◆ Task prompt
Are you able to quote each entry exactly as written?

(Beginning of Records for the task)

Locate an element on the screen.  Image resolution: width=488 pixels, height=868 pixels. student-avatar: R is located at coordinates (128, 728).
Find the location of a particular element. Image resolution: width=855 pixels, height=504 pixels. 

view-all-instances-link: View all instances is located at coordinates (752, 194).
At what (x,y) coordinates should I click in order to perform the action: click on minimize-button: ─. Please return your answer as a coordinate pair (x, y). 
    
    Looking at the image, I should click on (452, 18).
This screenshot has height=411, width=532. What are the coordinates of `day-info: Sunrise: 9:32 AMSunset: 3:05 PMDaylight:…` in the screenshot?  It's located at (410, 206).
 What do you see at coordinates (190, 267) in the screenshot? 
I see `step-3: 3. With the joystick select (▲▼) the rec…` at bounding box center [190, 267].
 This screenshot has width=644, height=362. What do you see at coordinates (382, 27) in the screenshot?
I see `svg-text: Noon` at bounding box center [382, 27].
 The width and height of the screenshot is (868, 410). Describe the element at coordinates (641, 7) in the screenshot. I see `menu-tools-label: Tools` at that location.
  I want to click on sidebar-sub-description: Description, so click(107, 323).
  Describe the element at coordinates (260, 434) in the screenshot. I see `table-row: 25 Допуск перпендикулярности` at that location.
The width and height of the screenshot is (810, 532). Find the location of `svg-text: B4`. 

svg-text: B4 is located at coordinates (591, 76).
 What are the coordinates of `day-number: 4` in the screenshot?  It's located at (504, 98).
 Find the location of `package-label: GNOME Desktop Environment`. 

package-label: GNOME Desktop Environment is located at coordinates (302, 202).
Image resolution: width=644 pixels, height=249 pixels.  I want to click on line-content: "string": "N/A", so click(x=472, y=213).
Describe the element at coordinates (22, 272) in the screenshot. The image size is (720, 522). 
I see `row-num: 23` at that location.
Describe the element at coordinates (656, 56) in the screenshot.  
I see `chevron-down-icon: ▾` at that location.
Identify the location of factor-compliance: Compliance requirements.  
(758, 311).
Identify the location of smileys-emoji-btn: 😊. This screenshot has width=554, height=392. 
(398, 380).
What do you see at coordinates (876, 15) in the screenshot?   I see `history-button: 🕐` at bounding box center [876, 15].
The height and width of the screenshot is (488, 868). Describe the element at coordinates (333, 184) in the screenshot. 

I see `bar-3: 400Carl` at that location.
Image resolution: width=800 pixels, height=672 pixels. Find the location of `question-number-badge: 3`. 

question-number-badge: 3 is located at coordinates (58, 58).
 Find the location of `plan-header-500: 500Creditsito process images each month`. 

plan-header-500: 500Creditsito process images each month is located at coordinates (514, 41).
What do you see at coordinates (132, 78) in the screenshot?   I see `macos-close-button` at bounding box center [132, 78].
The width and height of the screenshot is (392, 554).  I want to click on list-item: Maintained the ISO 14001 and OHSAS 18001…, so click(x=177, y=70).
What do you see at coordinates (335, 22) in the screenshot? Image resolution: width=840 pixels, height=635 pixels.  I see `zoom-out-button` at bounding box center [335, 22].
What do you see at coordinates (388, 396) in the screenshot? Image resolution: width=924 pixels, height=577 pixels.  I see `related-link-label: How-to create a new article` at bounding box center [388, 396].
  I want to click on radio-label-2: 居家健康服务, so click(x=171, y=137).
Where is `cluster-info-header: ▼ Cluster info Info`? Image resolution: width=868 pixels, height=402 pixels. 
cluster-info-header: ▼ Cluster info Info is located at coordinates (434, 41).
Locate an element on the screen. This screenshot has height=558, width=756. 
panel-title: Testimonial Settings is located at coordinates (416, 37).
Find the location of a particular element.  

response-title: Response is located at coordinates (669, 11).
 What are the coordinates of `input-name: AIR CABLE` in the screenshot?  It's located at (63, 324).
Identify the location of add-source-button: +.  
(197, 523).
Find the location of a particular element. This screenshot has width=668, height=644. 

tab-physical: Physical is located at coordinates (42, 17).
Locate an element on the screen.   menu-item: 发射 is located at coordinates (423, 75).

(End of Records for the task)

◆ Reply to the task
Locate an element on the screen.  Image resolution: width=488 pixels, height=868 pixels. student-avatar: R is located at coordinates (128, 728).
Find the location of a particular element. Image resolution: width=855 pixels, height=504 pixels. 

view-all-instances-link: View all instances is located at coordinates (752, 194).
At what (x,y) coordinates should I click in order to perform the action: click on minimize-button: ─. Please return your answer as a coordinate pair (x, y). 
    
    Looking at the image, I should click on (452, 18).
This screenshot has height=411, width=532. What are the coordinates of `day-info: Sunrise: 9:32 AMSunset: 3:05 PMDaylight:…` in the screenshot?  It's located at (410, 206).
 What do you see at coordinates (190, 267) in the screenshot? 
I see `step-3: 3. With the joystick select (▲▼) the rec…` at bounding box center [190, 267].
 This screenshot has width=644, height=362. What do you see at coordinates (382, 27) in the screenshot?
I see `svg-text: Noon` at bounding box center [382, 27].
 The width and height of the screenshot is (868, 410). Describe the element at coordinates (641, 7) in the screenshot. I see `menu-tools-label: Tools` at that location.
  I want to click on sidebar-sub-description: Description, so click(107, 323).
  Describe the element at coordinates (260, 434) in the screenshot. I see `table-row: 25 Допуск перпендикулярности` at that location.
The width and height of the screenshot is (810, 532). Find the location of `svg-text: B4`. 

svg-text: B4 is located at coordinates (591, 76).
 What are the coordinates of `day-number: 4` in the screenshot?  It's located at (504, 98).
 Find the location of `package-label: GNOME Desktop Environment`. 

package-label: GNOME Desktop Environment is located at coordinates (302, 202).
Image resolution: width=644 pixels, height=249 pixels.  I want to click on line-content: "string": "N/A", so click(x=472, y=213).
Describe the element at coordinates (22, 272) in the screenshot. The image size is (720, 522). 
I see `row-num: 23` at that location.
Describe the element at coordinates (656, 56) in the screenshot.  
I see `chevron-down-icon: ▾` at that location.
Identify the location of factor-compliance: Compliance requirements.  
(758, 311).
Identify the location of smileys-emoji-btn: 😊. This screenshot has width=554, height=392. 
(398, 380).
What do you see at coordinates (876, 15) in the screenshot?   I see `history-button: 🕐` at bounding box center [876, 15].
The height and width of the screenshot is (488, 868). Describe the element at coordinates (333, 184) in the screenshot. 

I see `bar-3: 400Carl` at that location.
Image resolution: width=800 pixels, height=672 pixels. Find the location of `question-number-badge: 3`. 

question-number-badge: 3 is located at coordinates (58, 58).
 Find the location of `plan-header-500: 500Creditsito process images each month`. 

plan-header-500: 500Creditsito process images each month is located at coordinates (514, 41).
What do you see at coordinates (132, 78) in the screenshot?   I see `macos-close-button` at bounding box center [132, 78].
The width and height of the screenshot is (392, 554).  I want to click on list-item: Maintained the ISO 14001 and OHSAS 18001…, so click(x=177, y=70).
What do you see at coordinates (335, 22) in the screenshot? Image resolution: width=840 pixels, height=635 pixels.  I see `zoom-out-button` at bounding box center [335, 22].
What do you see at coordinates (388, 396) in the screenshot? Image resolution: width=924 pixels, height=577 pixels.  I see `related-link-label: How-to create a new article` at bounding box center [388, 396].
  I want to click on radio-label-2: 居家健康服务, so click(x=171, y=137).
Where is `cluster-info-header: ▼ Cluster info Info`? Image resolution: width=868 pixels, height=402 pixels. 
cluster-info-header: ▼ Cluster info Info is located at coordinates (434, 41).
Locate an element on the screen. This screenshot has height=558, width=756. 
panel-title: Testimonial Settings is located at coordinates (416, 37).
Find the location of a particular element.  

response-title: Response is located at coordinates (669, 11).
 What are the coordinates of `input-name: AIR CABLE` in the screenshot?  It's located at (63, 324).
Identify the location of add-source-button: +.  
(197, 523).
Find the location of a particular element. This screenshot has width=668, height=644. 

tab-physical: Physical is located at coordinates (42, 17).
Locate an element on the screen.   menu-item: 发射 is located at coordinates (423, 75).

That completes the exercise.